We've heard about the threat that United States tariffs pose to Canadian economic security. But a different kind of insecurity now looms with new leadership from our southern neighbors: insecurity in global health.
Every day, an estimated 400,000 people cross the Canada-U.S. border, the largest land border in the world. And there are about 800,000 Canadian citizens living in the United States. All this means the infectious disease threat could be even more pressing for Canadians.
Those working at the World Health Organization had been expecting the worst — but U.S. President Donald Trump's executive order still stung. Dr. Prabhat Jha, a professor of Global Health with the University of Toronto,
TORONTO — A Canadian global health specialist says staff at the World Health Organization are “devastated” by President Donald Trump’s executive order to pull the U.S. out of the agency. Dr. Madhukar Pai, the Canada Research Chair in Epidemiology and Global Health, is at the WHO headquarters in Geneva this week for meetings about tuberculosis.
World Health Organization chief says agency already cutting back on hiring and travel with Trump withdrawal set to hit funding.
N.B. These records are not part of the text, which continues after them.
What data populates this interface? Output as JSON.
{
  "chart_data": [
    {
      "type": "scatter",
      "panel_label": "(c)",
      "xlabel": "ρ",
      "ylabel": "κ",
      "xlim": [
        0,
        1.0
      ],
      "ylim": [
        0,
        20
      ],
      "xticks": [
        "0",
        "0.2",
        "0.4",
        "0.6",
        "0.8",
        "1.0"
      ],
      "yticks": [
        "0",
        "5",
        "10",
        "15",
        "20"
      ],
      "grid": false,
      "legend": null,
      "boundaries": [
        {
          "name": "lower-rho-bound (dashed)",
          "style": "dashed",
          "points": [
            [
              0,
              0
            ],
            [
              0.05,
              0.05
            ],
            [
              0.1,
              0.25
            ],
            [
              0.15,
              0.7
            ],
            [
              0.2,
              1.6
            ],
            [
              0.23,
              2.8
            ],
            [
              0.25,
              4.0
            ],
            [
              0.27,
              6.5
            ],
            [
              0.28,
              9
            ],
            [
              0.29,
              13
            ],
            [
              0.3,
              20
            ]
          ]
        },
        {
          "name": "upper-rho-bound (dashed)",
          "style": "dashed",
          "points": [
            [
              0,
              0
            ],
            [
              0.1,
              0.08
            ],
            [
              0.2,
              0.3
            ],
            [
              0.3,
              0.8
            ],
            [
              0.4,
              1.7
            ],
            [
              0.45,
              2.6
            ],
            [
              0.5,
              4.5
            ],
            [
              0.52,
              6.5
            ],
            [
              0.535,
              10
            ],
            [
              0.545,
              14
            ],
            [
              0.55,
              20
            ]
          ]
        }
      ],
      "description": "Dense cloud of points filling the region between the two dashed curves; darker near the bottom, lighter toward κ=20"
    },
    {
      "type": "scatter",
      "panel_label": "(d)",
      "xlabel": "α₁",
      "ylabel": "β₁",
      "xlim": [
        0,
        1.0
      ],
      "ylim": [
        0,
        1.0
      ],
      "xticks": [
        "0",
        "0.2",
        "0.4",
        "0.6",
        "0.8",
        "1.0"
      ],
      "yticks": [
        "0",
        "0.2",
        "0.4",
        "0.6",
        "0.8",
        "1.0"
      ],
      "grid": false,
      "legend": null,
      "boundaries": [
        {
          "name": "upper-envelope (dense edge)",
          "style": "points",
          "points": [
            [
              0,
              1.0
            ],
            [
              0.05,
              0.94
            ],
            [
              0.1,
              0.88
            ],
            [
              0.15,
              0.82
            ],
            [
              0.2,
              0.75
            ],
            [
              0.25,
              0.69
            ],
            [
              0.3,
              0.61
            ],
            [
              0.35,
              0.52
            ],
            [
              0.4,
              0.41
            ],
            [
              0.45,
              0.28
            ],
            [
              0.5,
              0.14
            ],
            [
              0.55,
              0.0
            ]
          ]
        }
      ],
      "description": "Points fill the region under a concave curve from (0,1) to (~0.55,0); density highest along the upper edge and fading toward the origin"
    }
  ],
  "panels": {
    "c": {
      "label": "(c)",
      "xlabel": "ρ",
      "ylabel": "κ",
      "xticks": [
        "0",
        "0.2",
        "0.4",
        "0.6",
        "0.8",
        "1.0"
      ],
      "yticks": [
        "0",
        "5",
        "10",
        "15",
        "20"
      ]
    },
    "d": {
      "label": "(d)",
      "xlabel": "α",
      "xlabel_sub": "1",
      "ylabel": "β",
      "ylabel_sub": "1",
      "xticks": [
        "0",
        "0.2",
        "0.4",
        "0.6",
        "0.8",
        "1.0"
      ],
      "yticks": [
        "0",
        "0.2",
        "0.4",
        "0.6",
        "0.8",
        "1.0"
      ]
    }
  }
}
Trump’s decision is shortsighted and put the rest of the world is put at greater risk, say public health scholars
President Donald Trump has used one of the flurry of executive actions that he issued on his first day back in the White House to begin the process of withdrawing the U.S. from the World Health Organi
Germany said Tuesday it will try to dissuade U.S. President Donald Trump from pulling out from the World Health Organization as many global health experts fear the move could substantially weaken global health security.
Trump signed a slew of executive orders that initiated the US withdrawal from the Paris climate accords and WHO, ordered troops to the border with Mexico, pardoned about 1,500 January 6 rioters and restarted permitting for natural gas export terminals. He also rescinded 78 Biden-era directives.
"The bottom line is that withdrawing from the WHO makes Americans and the world less safe," says Dr. Tom Frieden, president and CEO of the nonprofit health organization Resolve to Save Lives and former director of the U.S. Centers for Disease Control and Prevention (CDC).
The World Health Organization (WHO) is set to lose 18 per cent of its funding when the U.S. leaves the organization, putting global health funding at risk. Kyle Benning has the details and more in Health Matters for Jan.
A new report says Canada’s health-care system has fallen behind international peers in access to care, equity and wait times, outperforming only the United States. The not-for-profit think tank C.D. Howe Institute says Canada ranks ninth out of 10 countries evaluated, including the Netherlands and United Kingdom, who were top performers.